Photo by Paul Hennessy/NurPhoto via Getty Images
Photo by Paul Hennessy/NurPhoto via Getty Images

Over the past couple of months, we’ve watched as a pandemic has taken over the country while the Trump administration continues to ignore the advice of public health experts. Every day we learn more about the virus, the toll it’s taking on communities and the associated economic fallout. While all people are at risk, we now know that people of color, particularly Black people, are bearing the brunt of the effects of COVID-19. Black workers are overrepresented as essential workers, have a prevalence of underlying health conditions and are more likely to receive unequal treatment in the health care system.
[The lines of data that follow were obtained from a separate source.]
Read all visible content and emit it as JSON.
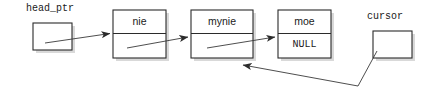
{
  "diagram": {
    "colors": {
      "background": "#ffffff",
      "box_border": "#2b2b2b",
      "box_fill": "#ffffff",
      "box_shadow": "#d6d6d6",
      "line": "#3a3a3a",
      "text": "#1a1a1a"
    },
    "pointer_labels": [
      {
        "name": "head_ptr",
        "text": "head_ptr"
      },
      {
        "name": "cursor",
        "text": "cursor"
      }
    ],
    "nodes": [
      {
        "name": "node-nie",
        "data": "nie",
        "link": ""
      },
      {
        "name": "node-mynie",
        "data": "mynie",
        "link": ""
      },
      {
        "name": "node-moe",
        "data": "moe",
        "link": "NULL"
      }
    ],
    "labels": {
      "head_ptr": "head_ptr",
      "cursor": "cursor",
      "node1_data": "nie",
      "node2_data": "mynie",
      "node3_data": "moe",
      "node3_link": "NULL"
    }
  }
}
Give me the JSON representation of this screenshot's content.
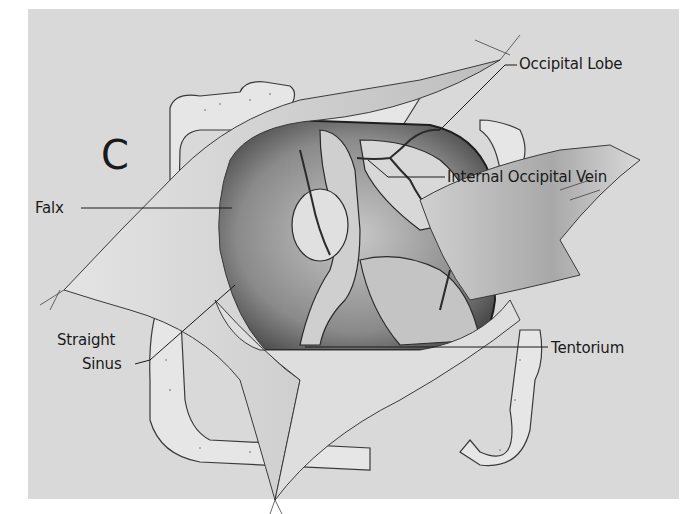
{
  "figure": {
    "panel_letter": "C",
    "background_color": "#d9d9d9",
    "labels": {
      "occipital_lobe": "Occipital Lobe",
      "internal_occipital_vein": "Internal Occipital Vein",
      "falx": "Falx",
      "straight_sinus_line1": "Straight",
      "straight_sinus_line2": "Sinus",
      "tentorium": "Tentorium"
    }
  }
}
Recent data show that Black people account for one third of COVID-19 hospitalizations while making up only 13 percent of the U.S. population.

This is no coincidence, but the result of decades of discriminatory policies and practices that have resulted in persistent racial and economic disparities. Still, some have suggested that the individual choices of Black people are what makes them vulnerable to the effects of COVID-19. As Keeanga-Yamahtta Taylor explained in The New Yorker, “Racializing poverty helps to distract from the systemic factors at the foundation of both racial and economic inequality. Instead, there is an overabundance of attention placed on the diagnosis and repair of supposedly damaged African-Americans.”